H.R. 270, would require the President of the United States, by regulation, to subject federal employees in fiscal year 2012 to two-week unpaid furloughs from their jobs unless the regulation exempts them for reasons of national security, reasons relating to the public health or safety (including effective law enforcement), or such other reasons as the President considers necessary or appropriate.

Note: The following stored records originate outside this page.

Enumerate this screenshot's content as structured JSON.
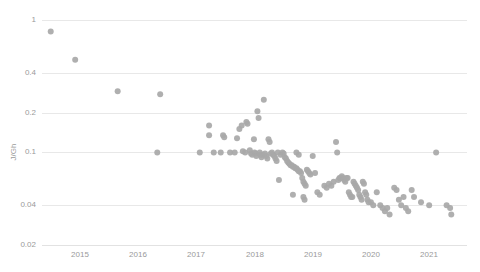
{
  "chart_data": {
    "type": "scatter",
    "title": "",
    "subtitle": "",
    "xlabel": "",
    "ylabel": "J/Gh",
    "yscale": "log",
    "xscale": "linear",
    "grid": true,
    "legend": false,
    "legend_position": "none",
    "xlim": [
      2014.35,
      2021.65
    ],
    "ylim": [
      0.02,
      1.15
    ],
    "x_ticks": [
      2015,
      2016,
      2017,
      2018,
      2019,
      2020,
      2021
    ],
    "x_tick_labels": [
      "2015",
      "2016",
      "2017",
      "2018",
      "2019",
      "2020",
      "2021"
    ],
    "y_ticks": [
      0.02,
      0.04,
      0.1,
      0.2,
      0.4,
      1
    ],
    "y_tick_labels": [
      "0.02",
      "0.04",
      "0.1",
      "0.2",
      "0.4",
      "1"
    ],
    "marker": {
      "shape": "circle",
      "color": "#a8a8a8",
      "size_px": 6,
      "opacity": 0.92
    },
    "series": [
      {
        "name": "Mining hardware efficiency",
        "points": [
          [
            2014.5,
            0.82
          ],
          [
            2014.92,
            0.5
          ],
          [
            2015.65,
            0.29
          ],
          [
            2016.38,
            0.275
          ],
          [
            2016.33,
            0.1
          ],
          [
            2017.06,
            0.1
          ],
          [
            2017.22,
            0.16
          ],
          [
            2017.22,
            0.135
          ],
          [
            2017.3,
            0.1
          ],
          [
            2017.42,
            0.1
          ],
          [
            2017.46,
            0.135
          ],
          [
            2017.48,
            0.13
          ],
          [
            2017.58,
            0.1
          ],
          [
            2017.66,
            0.1
          ],
          [
            2017.7,
            0.128
          ],
          [
            2017.74,
            0.15
          ],
          [
            2017.78,
            0.16
          ],
          [
            2017.8,
            0.102
          ],
          [
            2017.84,
            0.1
          ],
          [
            2017.86,
            0.17
          ],
          [
            2017.88,
            0.165
          ],
          [
            2017.92,
            0.104
          ],
          [
            2017.94,
            0.098
          ],
          [
            2017.96,
            0.096
          ],
          [
            2017.99,
            0.126
          ],
          [
            2018.0,
            0.1
          ],
          [
            2018.02,
            0.098
          ],
          [
            2018.03,
            0.094
          ],
          [
            2018.05,
            0.205
          ],
          [
            2018.07,
            0.182
          ],
          [
            2018.09,
            0.1
          ],
          [
            2018.1,
            0.096
          ],
          [
            2018.12,
            0.092
          ],
          [
            2018.14,
            0.096
          ],
          [
            2018.16,
            0.25
          ],
          [
            2018.18,
            0.098
          ],
          [
            2018.2,
            0.094
          ],
          [
            2018.22,
            0.09
          ],
          [
            2018.24,
            0.126
          ],
          [
            2018.26,
            0.12
          ],
          [
            2018.28,
            0.098
          ],
          [
            2018.3,
            0.1
          ],
          [
            2018.32,
            0.096
          ],
          [
            2018.34,
            0.094
          ],
          [
            2018.36,
            0.09
          ],
          [
            2018.38,
            0.086
          ],
          [
            2018.4,
            0.1
          ],
          [
            2018.42,
            0.062
          ],
          [
            2018.45,
            0.096
          ],
          [
            2018.48,
            0.1
          ],
          [
            2018.5,
            0.098
          ],
          [
            2018.52,
            0.092
          ],
          [
            2018.54,
            0.09
          ],
          [
            2018.56,
            0.086
          ],
          [
            2018.58,
            0.084
          ],
          [
            2018.6,
            0.082
          ],
          [
            2018.62,
            0.08
          ],
          [
            2018.64,
            0.08
          ],
          [
            2018.66,
            0.078
          ],
          [
            2018.68,
            0.078
          ],
          [
            2018.7,
            0.076
          ],
          [
            2018.72,
            0.076
          ],
          [
            2018.74,
            0.074
          ],
          [
            2018.76,
            0.072
          ],
          [
            2018.78,
            0.072
          ],
          [
            2018.8,
            0.07
          ],
          [
            2018.82,
            0.064
          ],
          [
            2018.84,
            0.06
          ],
          [
            2018.86,
            0.058
          ],
          [
            2018.88,
            0.056
          ],
          [
            2018.9,
            0.074
          ],
          [
            2018.92,
            0.072
          ],
          [
            2018.94,
            0.07
          ],
          [
            2018.96,
            0.068
          ],
          [
            2018.72,
            0.1
          ],
          [
            2018.76,
            0.096
          ],
          [
            2018.66,
            0.048
          ],
          [
            2018.84,
            0.046
          ],
          [
            2018.86,
            0.044
          ],
          [
            2019.0,
            0.094
          ],
          [
            2019.04,
            0.07
          ],
          [
            2019.08,
            0.05
          ],
          [
            2019.12,
            0.048
          ],
          [
            2019.2,
            0.056
          ],
          [
            2019.24,
            0.054
          ],
          [
            2019.28,
            0.058
          ],
          [
            2019.32,
            0.056
          ],
          [
            2019.36,
            0.06
          ],
          [
            2019.4,
            0.12
          ],
          [
            2019.42,
            0.1
          ],
          [
            2019.44,
            0.062
          ],
          [
            2019.46,
            0.064
          ],
          [
            2019.48,
            0.064
          ],
          [
            2019.5,
            0.066
          ],
          [
            2019.52,
            0.064
          ],
          [
            2019.54,
            0.062
          ],
          [
            2019.56,
            0.06
          ],
          [
            2019.58,
            0.064
          ],
          [
            2019.6,
            0.064
          ],
          [
            2019.62,
            0.05
          ],
          [
            2019.64,
            0.048
          ],
          [
            2019.66,
            0.046
          ],
          [
            2019.68,
            0.046
          ],
          [
            2019.7,
            0.06
          ],
          [
            2019.72,
            0.058
          ],
          [
            2019.74,
            0.056
          ],
          [
            2019.76,
            0.054
          ],
          [
            2019.78,
            0.052
          ],
          [
            2019.8,
            0.048
          ],
          [
            2019.82,
            0.046
          ],
          [
            2019.84,
            0.044
          ],
          [
            2019.86,
            0.06
          ],
          [
            2019.88,
            0.058
          ],
          [
            2019.9,
            0.05
          ],
          [
            2019.92,
            0.048
          ],
          [
            2019.94,
            0.044
          ],
          [
            2019.96,
            0.042
          ],
          [
            2020.0,
            0.042
          ],
          [
            2020.04,
            0.04
          ],
          [
            2020.1,
            0.05
          ],
          [
            2020.16,
            0.04
          ],
          [
            2020.2,
            0.038
          ],
          [
            2020.24,
            0.036
          ],
          [
            2020.28,
            0.038
          ],
          [
            2020.32,
            0.034
          ],
          [
            2020.4,
            0.054
          ],
          [
            2020.44,
            0.052
          ],
          [
            2020.48,
            0.044
          ],
          [
            2020.52,
            0.04
          ],
          [
            2020.56,
            0.046
          ],
          [
            2020.6,
            0.038
          ],
          [
            2020.64,
            0.036
          ],
          [
            2020.7,
            0.052
          ],
          [
            2020.74,
            0.046
          ],
          [
            2020.86,
            0.042
          ],
          [
            2021.0,
            0.04
          ],
          [
            2021.12,
            0.1
          ],
          [
            2021.3,
            0.04
          ],
          [
            2021.36,
            0.038
          ],
          [
            2021.38,
            0.034
          ]
        ]
      }
    ]
  },
  "axis": {
    "y_title": "J/Gh"
  }
}
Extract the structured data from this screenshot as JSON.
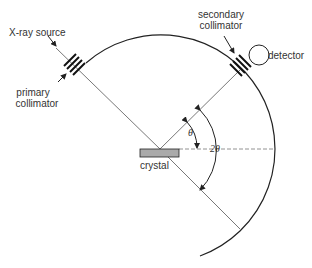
{
  "diagram": {
    "labels": {
      "source": "X-ray source",
      "primary_collimator_line1": "primary",
      "primary_collimator_line2": "collimator",
      "secondary_collimator_line1": "secondary",
      "secondary_collimator_line2": "collimator",
      "detector": "detector",
      "crystal": "crystal",
      "theta": "θ",
      "two_theta": "2θ"
    },
    "colors": {
      "line": "#222222",
      "crystal_fill": "#aaaaaa",
      "beam": "#444444"
    },
    "angles": {
      "theta_deg": 35,
      "two_theta_deg": 70
    }
  }
}
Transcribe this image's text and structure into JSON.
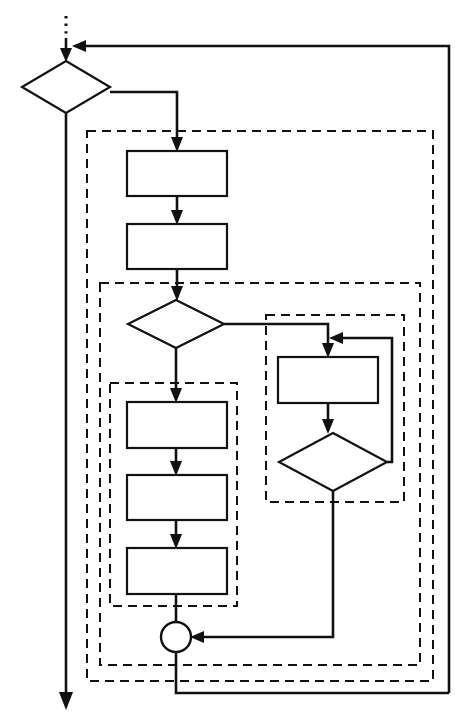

NFFE-IAM strongly opposes the purpose of this bill.

 

The bill’s primary sponsor asserted in 2010 that the bill would save $5.5 billion; but, given the bill’s express provision for unlimited exemptions, there is no guarantee that it will save any money at all that otherwise would be spent to compensate federal employee for their service to the American people.  Rather, the bill’s only guarantee is that federal employees would be required to divert their efforts from providing services to the American people to writing regulations about whether, when, and how the people will be further deprived of these services. 

 

Further, it is likely that any savings that could theoretically be achieved by furloughing federal workers would be offset by increased costs in other areas.  Furloughs would likely create backlogs in many vital services that federal employees provide for the American people.  Veterans’ prescriptions would go unfilled.  Passport lines would get longer and longer.  In many cases, it would require overtime of current federal employees or contractor assistance to address the backlogs created, both of which tend to be more expensive than federal employees performing the work as they do normally.  In the end, the increased costs associated with furloughs would largely or fully offset proposed savings.  Since this bill does not reduce the work required to be performed, the only alternative to a cost shift is that critical work simply not get done. 

 

Contrary to inaccurate news media assertions that federal employees are vastly overpaid, government data show that skilled federal employees are paid 24 percent less than their private sector counterparts.  In fact, President George W. Bush certified that federal workers are paid 23% less than private sector workers in 2008.  Office of Personnel Management Director John Berry recently noted that skilled employees comprise the majority of federal workers.  Only the smaller percent of federal employees who are unskilled receive slightly higher pay than their unskilled private sector counterparts, who include minimum wage workers. 

 

The President recently stated that he will require federal agencies to limit their expenditures to ensure efficient provision of government services at the lowest possible cost and that furloughs of employees appropriately tailored in scope and duration are among the tools that agencies may use.  Efficient day-to-day management of the federal workforce does not require new written regulations determining, months in advance, without regard to current circumstances, which if any particular employees will be furloughed for an arbitrarily determined two-week period.  A law requiring such regulations would decrease, not increase, the efficient provision of government services to the American people. NFFE-IAM strongly opposes H.R. 270.